Many perceived problems with the idea of an ‘Inner Healing Intelligence’ emerge from the name, as describing something as ‘intelligence’ sets the stage for confusion. It would be far better to talk about a therapeutic process. My PhD thesis identified several processes that helped environmental activists deepen their connection with the more-than-human world and supported their wellbeing (2008). I subsequently realised that the same processes are used in therapy. These processes, which I now call the Embodied Pathways of Connection, are therapeutic because they all enable greater access to our embodied knowing.
Eugene Gendlin was a philosopher and psychotherapist who researched Rogers’s non-directive approach extensively. Gendlin has much to offer to the conversation about IHI, and his somatic experiential model points to that process. Gendlin writes that “your body knows much that you don’t know” (Gendlin, 1981). Those embedded in the Western cultural tradition often baulk at the idea that the body might ‘know’ something. The absurd Cartesian split of mind and body is surprisingly resilient, and Western philosophy is grounded in what Grosz describes as a ‘profound somatophobia’ (Grosz, 1994). However, evidence of the importance of embodied ways of knowing can be found in a diverse range of disciplines, including anthropology, business studies, cognitive neuroscience and religious studies (Harris, 2024).
Psychedelics can facilitate the kind of embodied experiential knowing that I’m talking about. Mat, one of the participants in the first Imperial psilocybin trial, explains:
(Eastall, 2021).
“Talking therapy helps you believe something to be true. Psilocybin helps you know it to be true. And I think that’s why I felt, in my case, psilocybin worked well for me, because it showed me so much that I now know to be true.”
Recent discussions support the idea of IHI as a process that facilitates embodied knowing. In their recent paper on IHI, Peill J, Marguilho M, Erritzoe D, et al. conclude that it can be partly understood as a process “where ordinarily occluded, suppressed or compressed information arises into conscious awareness” (2024).

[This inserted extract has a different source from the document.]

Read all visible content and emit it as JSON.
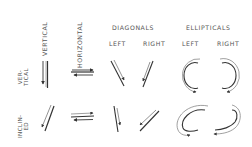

Jules Evans and Sam Woolfe (2004) invited several therapists to comment on IHI. Dr Inna Zelikman echoes Mat’s experience, stating that psychedelics give “people access to their unconscious material”. Dr Ingmar Gorman, commented that IHI is sometimes called “intuition” or “inner wisdom”. He concluded that we should understand it as “a psychotherapeutic process”. Dr Max Wolff believes we can make sense of IHI within “a coherent scientific model of psychological change” and relates it to the actualising tendency which underpins the Rogerian approach noted above.
I propose that ‘Inner’ more accurately means ’embodied’, ‘healing’ is more precisely rendered as ‘therapeutic’, and the word ‘intelligence’ actually refers to a process. While referring to ‘Inner Healing Intelligence’ may prove to be useful in our conversations with those being treated using Psychedelic-Assisted Therapy, calling it an ’embodied therapeutic process’ is more accurate and facilitates scientific validation.